BUYU Manufacturing has been contracted to provide SAEL Electronics with printed circuit and motherboards (PC) boards under the following terms:
· 100,000 PC boards will be delivered to SAEL in one month.
· In 3 months, SAEL has an option to take the delivery of an additional 100,000 boards by giving BUYU a 30-day notice.
· SAEL will pay $5 for each board it takes.
BUYU manufactures the PC boards through a process called batching, and manufacturing costs are as follows:
· The manufacturing batch run has a fixed setup cost of $250,000, regardless of the run size.
· The marginal manufacturing cost is $2.00 per board, regardless of the size of the batch run.
BUYU must decide whether it should manufacture all 200,000 PC boards now, or if it should manufacture 100,000 now and the other 100,000 boards only if SAEL decides to buy them. If BUYU manufactures 200,000 now and SAEL does not exercise its option, then BUYU will lose the manufacturing cost of the extra 100,000 boards. BUYU believes that there is a 50% chance that SAEL will exercise its option to buy the additional 100,000 PC boards.
1. Discuss the potential profit of manufacturing all 200,000 boards now.
2. Draw a decision tree for the decision that BUYU faces.
3. If BUYU uses its expected profit as the basis for its decision, determine the preferred course of action.
4. Determine the range of values of the probability that SAEL will exercise its option, making the decision found in part c as optimal, and determine the expected value of perfect information about whether SAEL will exercise its option.
5. Assume now that BUYU is constantly risk averse with a risk tolerance of $100,000, and answer parts 3 and 4 again.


→ TASK GOAL: Without any pictures, retype exactly the lines that begin at the one holding "Convert this screenshot" and end at the last line of the data below.

■ ■ ■ ■

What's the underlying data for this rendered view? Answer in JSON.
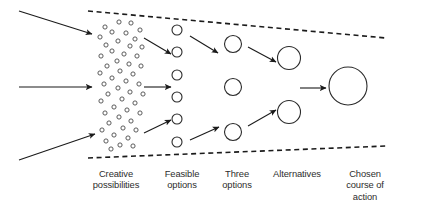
{
  "diagram": {
    "type": "funnel-diagram",
    "colors": {
      "ink": "#1b1b1b",
      "circle_stroke": "#2a2a2a",
      "dot_stroke": "#4a4a4a",
      "label_text": "#2d2d2d",
      "background": "#ffffff"
    },
    "boundaries": [
      {
        "name": "top-dashed-boundary",
        "x1": 88,
        "y1": 11,
        "x2": 386,
        "y2": 38
      },
      {
        "name": "bottom-dashed-boundary",
        "x1": 88,
        "y1": 158,
        "x2": 386,
        "y2": 146
      }
    ],
    "input_arrows": [
      {
        "name": "input-arrow-top",
        "x1": 19,
        "y1": 11,
        "x2": 92,
        "y2": 34
      },
      {
        "name": "input-arrow-middle",
        "x1": 19,
        "y1": 87,
        "x2": 92,
        "y2": 87
      },
      {
        "name": "input-arrow-bottom",
        "x1": 19,
        "y1": 160,
        "x2": 95,
        "y2": 134
      }
    ],
    "stages": [
      {
        "id": "creative-possibilities",
        "label_lines": [
          "Creative",
          "possibilities"
        ],
        "count": 40,
        "shape": "small-hollow-dots",
        "dot_diameter": 4.2
      },
      {
        "id": "feasible-options",
        "label_lines": [
          "Feasible",
          "options"
        ],
        "count": 6,
        "shape": "circle",
        "circle_diameter": 10,
        "x": 177,
        "y_positions": [
          30,
          52,
          75,
          97,
          119,
          142
        ]
      },
      {
        "id": "three-options",
        "label_lines": [
          "Three",
          "options"
        ],
        "count": 3,
        "shape": "circle",
        "circle_diameter": 17,
        "x": 233,
        "y_positions": [
          44,
          87,
          132
        ]
      },
      {
        "id": "alternatives",
        "label_lines": [
          "Alternatives"
        ],
        "count": 2,
        "shape": "circle",
        "circle_diameter": 23,
        "x": 289,
        "y_positions": [
          58,
          112
        ]
      },
      {
        "id": "chosen-course-of-action",
        "label_lines": [
          "Chosen",
          "course of",
          "action"
        ],
        "count": 1,
        "shape": "circle",
        "circle_diameter": 38,
        "x": 348,
        "y_positions": [
          86
        ]
      }
    ],
    "flow_arrows": [
      {
        "name": "flow-dots-to-feasible-upper",
        "x1": 144,
        "y1": 38,
        "x2": 171,
        "y2": 54
      },
      {
        "name": "flow-dots-to-feasible-middle",
        "x1": 144,
        "y1": 87,
        "x2": 171,
        "y2": 87
      },
      {
        "name": "flow-dots-to-feasible-lower",
        "x1": 144,
        "y1": 133,
        "x2": 171,
        "y2": 120
      },
      {
        "name": "flow-feasible-to-three-upper",
        "x1": 190,
        "y1": 36,
        "x2": 218,
        "y2": 53
      },
      {
        "name": "flow-feasible-to-three-lower",
        "x1": 190,
        "y1": 140,
        "x2": 219,
        "y2": 127
      },
      {
        "name": "flow-three-to-alternatives-upper",
        "x1": 248,
        "y1": 47,
        "x2": 276,
        "y2": 62
      },
      {
        "name": "flow-three-to-alternatives-lower",
        "x1": 248,
        "y1": 126,
        "x2": 276,
        "y2": 110
      },
      {
        "name": "flow-alternatives-to-chosen",
        "x1": 300,
        "y1": 88,
        "x2": 326,
        "y2": 88
      }
    ],
    "idea_dots": [
      [
        119,
        22
      ],
      [
        131,
        23
      ],
      [
        105,
        27
      ],
      [
        140,
        30
      ],
      [
        112,
        32
      ],
      [
        126,
        33
      ],
      [
        100,
        37
      ],
      [
        135,
        39
      ],
      [
        118,
        41
      ],
      [
        106,
        45
      ],
      [
        130,
        46
      ],
      [
        142,
        47
      ],
      [
        112,
        51
      ],
      [
        124,
        54
      ],
      [
        101,
        56
      ],
      [
        137,
        56
      ],
      [
        117,
        61
      ],
      [
        129,
        64
      ],
      [
        107,
        66
      ],
      [
        141,
        66
      ],
      [
        120,
        71
      ],
      [
        100,
        73
      ],
      [
        133,
        74
      ],
      [
        112,
        78
      ],
      [
        126,
        81
      ],
      [
        104,
        84
      ],
      [
        139,
        84
      ],
      [
        118,
        88
      ],
      [
        130,
        92
      ],
      [
        108,
        94
      ],
      [
        143,
        94
      ],
      [
        122,
        99
      ],
      [
        101,
        101
      ],
      [
        135,
        103
      ],
      [
        114,
        107
      ],
      [
        127,
        110
      ],
      [
        105,
        113
      ],
      [
        140,
        113
      ],
      [
        119,
        117
      ],
      [
        131,
        121
      ],
      [
        109,
        123
      ],
      [
        123,
        128
      ],
      [
        102,
        130
      ],
      [
        136,
        130
      ],
      [
        114,
        135
      ],
      [
        128,
        138
      ],
      [
        106,
        141
      ],
      [
        120,
        145
      ],
      [
        133,
        146
      ],
      [
        111,
        149
      ]
    ]
  }
}
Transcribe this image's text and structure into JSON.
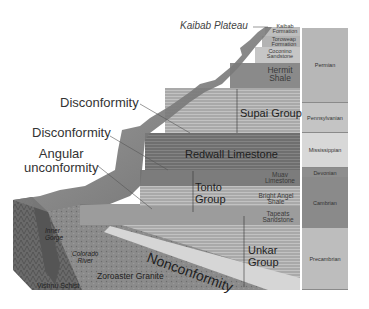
{
  "title_label": "Kaibab Plateau",
  "callouts": {
    "disconformity_upper": "Disconformity",
    "disconformity_lower": "Disconformity",
    "angular_1": "Angular",
    "angular_2": "unconformity",
    "nonconformity": "Nonconformity"
  },
  "strata": {
    "kaibab": "Kaibab",
    "kaibab_formation": "Formation",
    "toroweap": "Toroweap",
    "toroweap_formation": "Formation",
    "coconino": "Coconino",
    "coconino_sandstone": "Sandstone",
    "hermit": "Hermit",
    "hermit_shale": "Shale",
    "supai": "Supai Group",
    "redwall": "Redwall Limestone",
    "muav": "Muav",
    "muav_limestone": "Limestone",
    "tonto_1": "Tonto",
    "tonto_2": "Group",
    "bright_angel": "Bright Angel",
    "bright_angel_shale": "Shale",
    "tapeats": "Tapeats",
    "tapeats_sandstone": "Sandstone",
    "unkar_1": "Unkar",
    "unkar_2": "Group"
  },
  "basement": {
    "inner_gorge_1": "Inner",
    "inner_gorge_2": "Gorge",
    "colorado_1": "Colorado",
    "colorado_2": "River",
    "zoroaster": "Zoroaster Granite",
    "vishnu": "Vishnu Schist"
  },
  "periods": [
    {
      "name": "Permian",
      "color": "#b7b7b7"
    },
    {
      "name": "Pennsylvanian",
      "color": "#c4c4c4"
    },
    {
      "name": "Mississippian",
      "color": "#d8d8d8"
    },
    {
      "name": "Devonian",
      "color": "#8e8e8e"
    },
    {
      "name": "Cambrian",
      "color": "#8a8a8a"
    },
    {
      "name": "Precambrian",
      "color": "#bdbdbd"
    }
  ]
}
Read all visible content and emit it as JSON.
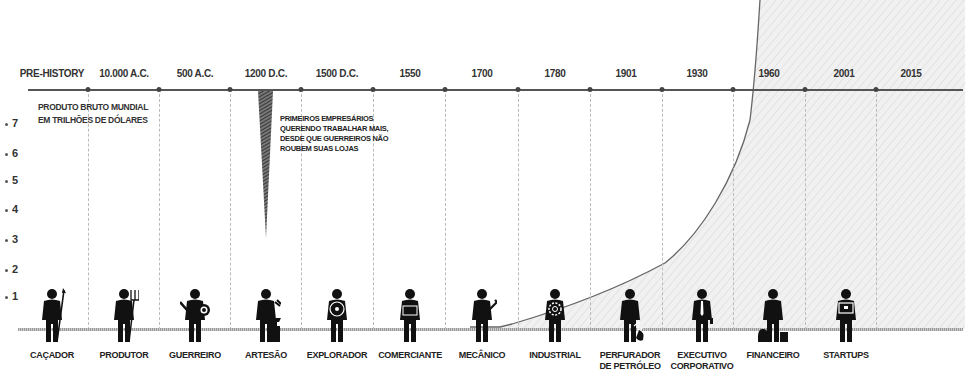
{
  "chart_data": {
    "type": "area",
    "title": "",
    "ylabel": "PRODUTO BRUTO MUNDIAL EM TRILHÕES DE DÓLARES",
    "ylim": [
      0,
      7
    ],
    "yticks": [
      "1",
      "2",
      "3",
      "4",
      "5",
      "6",
      "7"
    ],
    "categories": [
      "PRE-HISTORY",
      "10.000 A.C.",
      "500 A.C.",
      "1200 D.C.",
      "1500 D.C.",
      "1550",
      "1700",
      "1780",
      "1901",
      "1930",
      "1960",
      "2001",
      "2015"
    ],
    "series": [
      {
        "name": "Produto Bruto Mundial",
        "values": [
          0,
          0,
          0,
          0,
          0,
          0,
          0,
          0.1,
          0.8,
          2.3,
          8,
          8,
          8
        ]
      }
    ],
    "annotations": [
      {
        "text": "PRIMEIROS EMPRESÁRIOS QUERENDO TRABALHAR MAIS, DESDE QUE GUERREIROS NÃO ROUBEM SUAS LOJAS",
        "x": "1200 D.C."
      }
    ],
    "occupations": [
      "CAÇADOR",
      "PRODUTOR",
      "GUERREIRO",
      "ARTESÃO",
      "EXPLORADOR",
      "COMERCIANTE",
      "MECÂNICO",
      "INDUSTRIAL",
      "PERFURADOR DE PETRÓLEO",
      "EXECUTIVO CORPORATIVO",
      "FINANCEIRO",
      "STARTUPS"
    ],
    "grid": false,
    "legend": "none"
  },
  "eras": [
    {
      "label": "PRE-HISTORY",
      "x": 52
    },
    {
      "label": "10.000 A.C.",
      "x": 124
    },
    {
      "label": "500 A.C.",
      "x": 195
    },
    {
      "label": "1200 D.C.",
      "x": 266
    },
    {
      "label": "1500 D.C.",
      "x": 337
    },
    {
      "label": "1550",
      "x": 410
    },
    {
      "label": "1700",
      "x": 482
    },
    {
      "label": "1780",
      "x": 555
    },
    {
      "label": "1901",
      "x": 626
    },
    {
      "label": "1930",
      "x": 697
    },
    {
      "label": "1960",
      "x": 769
    },
    {
      "label": "2001",
      "x": 844
    },
    {
      "label": "2015",
      "x": 911
    }
  ],
  "axis_dots": [
    88,
    159,
    230,
    301,
    373,
    445,
    518,
    590,
    662,
    733,
    805,
    876
  ],
  "y_axis": {
    "title_line1": "PRODUTO BRUTO MUNDIAL",
    "title_line2": "EM TRILHÕES DE DÓLARES",
    "ticks": [
      {
        "label": "7",
        "y": 124
      },
      {
        "label": "6",
        "y": 154
      },
      {
        "label": "5",
        "y": 181
      },
      {
        "label": "4",
        "y": 210
      },
      {
        "label": "3",
        "y": 240
      },
      {
        "label": "2",
        "y": 270
      },
      {
        "label": "1",
        "y": 297
      }
    ]
  },
  "annotation": {
    "line1": "PRIMEIROS EMPRESÁRIOS",
    "line2": "QUERENDO TRABALHAR MAIS,",
    "line3": "DESDE QUE GUERREIROS NÃO",
    "line4": "ROUBEM SUAS LOJAS"
  },
  "occupations": [
    {
      "line1": "CAÇADOR",
      "line2": "",
      "x": 52,
      "icon": "hunter-spear"
    },
    {
      "line1": "PRODUTOR",
      "line2": "",
      "x": 124,
      "icon": "farmer-pitchfork"
    },
    {
      "line1": "GUERREIRO",
      "line2": "",
      "x": 195,
      "icon": "warrior-shield"
    },
    {
      "line1": "ARTESÃO",
      "line2": "",
      "x": 266,
      "icon": "artisan-anvil"
    },
    {
      "line1": "EXPLORADOR",
      "line2": "",
      "x": 337,
      "icon": "explorer-compass"
    },
    {
      "line1": "COMERCIANTE",
      "line2": "",
      "x": 410,
      "icon": "merchant-apron"
    },
    {
      "line1": "MECÂNICO",
      "line2": "",
      "x": 482,
      "icon": "mechanic-wrench"
    },
    {
      "line1": "INDUSTRIAL",
      "line2": "",
      "x": 555,
      "icon": "industrial-gear"
    },
    {
      "line1": "PERFURADOR",
      "line2": "DE PETRÓLEO",
      "x": 630,
      "icon": "oil-driller"
    },
    {
      "line1": "EXECUTIVO",
      "line2": "CORPORATIVO",
      "x": 702,
      "icon": "executive-tie"
    },
    {
      "line1": "FINANCEIRO",
      "line2": "",
      "x": 773,
      "icon": "financier-moneybag"
    },
    {
      "line1": "STARTUPS",
      "line2": "",
      "x": 846,
      "icon": "startup-laptop"
    }
  ],
  "colors": {
    "axis": "#555555",
    "curve": "#666666",
    "fill": "#ececec",
    "figure": "#111111",
    "spike": "#444444"
  }
}
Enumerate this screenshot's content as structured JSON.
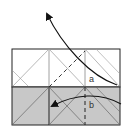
{
  "diagram": {
    "type": "origami-fold-step",
    "colors": {
      "paper_front": "#ffffff",
      "paper_back": "#c8c8c8",
      "line": "#222222",
      "crease": "#777777"
    },
    "labels": {
      "a": "a",
      "b": "b"
    },
    "arrows": [
      {
        "name": "fold-arrow-up",
        "description": "curved valley-fold arrow from lower right up-left"
      },
      {
        "name": "fold-arrow-left",
        "description": "curved arrow across gray section pointing left"
      }
    ],
    "lines": {
      "dashed_diagonal": "valley fold line in upper white section",
      "dashed_vertical": "valley fold line in lower gray section"
    }
  }
}
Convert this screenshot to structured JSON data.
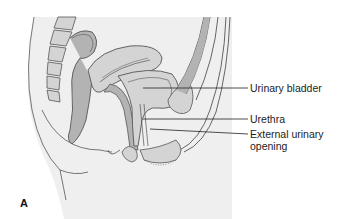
{
  "figure": {
    "panel_letter": "A",
    "labels": [
      {
        "id": "urinary-bladder",
        "text": "Urinary bladder"
      },
      {
        "id": "urethra",
        "text": "Urethra"
      },
      {
        "id": "external-urinary-opening",
        "text": "External urinary opening",
        "line1": "External urinary",
        "line2": "opening"
      }
    ],
    "colors": {
      "background": "#ffffff",
      "panel_fill": "#efefef",
      "organ_fill": "#b3b3b3",
      "organ_light": "#d4d4d4",
      "outline": "#555555",
      "leader_line": "#222222"
    }
  }
}
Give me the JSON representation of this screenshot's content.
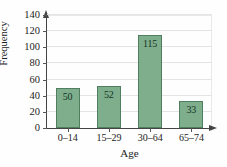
{
  "chart_data": {
    "type": "bar",
    "title": "",
    "subtitle": "",
    "categories": [
      "0–14",
      "15–29",
      "30–64",
      "65–74"
    ],
    "values": [
      50,
      52,
      115,
      33
    ],
    "data_labels": [
      "50",
      "52",
      "115",
      "33"
    ],
    "xlabel": "Age",
    "ylabel": "Frequency",
    "ylim": [
      0,
      140
    ],
    "ytick_step": 20,
    "yticks": [
      0,
      20,
      40,
      60,
      80,
      100,
      120,
      140
    ],
    "ytick_labels": [
      "0",
      "20",
      "40",
      "60",
      "80",
      "100",
      "120",
      "140"
    ],
    "grid": true,
    "grid_axis": "y",
    "legend": false,
    "legend_position": "none",
    "bar_fill_color": "#7fae8d",
    "bar_edge_color": "#4f7f5e",
    "grid_color": "#e4e4e4",
    "axis_color": "#444444",
    "text_color": "#1b1b1b",
    "background_color": "#fefefe",
    "axis_arrows": true
  }
}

■ ■ ■ ■

→ RESPONSE FOR THIS EXERCISE:
Convert this screenshot to structured JSON data.
{
  "figure": {
    "panel_letter": "A",
    "labels": [
      {
        "id": "urinary-bladder",
        "text": "Urinary bladder"
      },
      {
        "id": "urethra",
        "text": "Urethra"
      },
      {
        "id": "external-urinary-opening",
        "text": "External urinary opening",
        "line1": "External urinary",
        "line2": "opening"
      }
    ],
    "colors": {
      "background": "#ffffff",
      "panel_fill": "#efefef",
      "organ_fill": "#b3b3b3",
      "organ_light": "#d4d4d4",
      "outline": "#555555",
      "leader_line": "#222222"
    }
  }
}
Give me the JSON representation of this screenshot's content.
{
  "chart_data": {
    "type": "bar",
    "title": "",
    "subtitle": "",
    "categories": [
      "0–14",
      "15–29",
      "30–64",
      "65–74"
    ],
    "values": [
      50,
      52,
      115,
      33
    ],
    "data_labels": [
      "50",
      "52",
      "115",
      "33"
    ],
    "xlabel": "Age",
    "ylabel": "Frequency",
    "ylim": [
      0,
      140
    ],
    "ytick_step": 20,
    "yticks": [
      0,
      20,
      40,
      60,
      80,
      100,
      120,
      140
    ],
    "ytick_labels": [
      "0",
      "20",
      "40",
      "60",
      "80",
      "100",
      "120",
      "140"
    ],
    "grid": true,
    "grid_axis": "y",
    "legend": false,
    "legend_position": "none",
    "bar_fill_color": "#7fae8d",
    "bar_edge_color": "#4f7f5e",
    "grid_color": "#e4e4e4",
    "axis_color": "#444444",
    "text_color": "#1b1b1b",
    "background_color": "#fefefe",
    "axis_arrows": true
  }
}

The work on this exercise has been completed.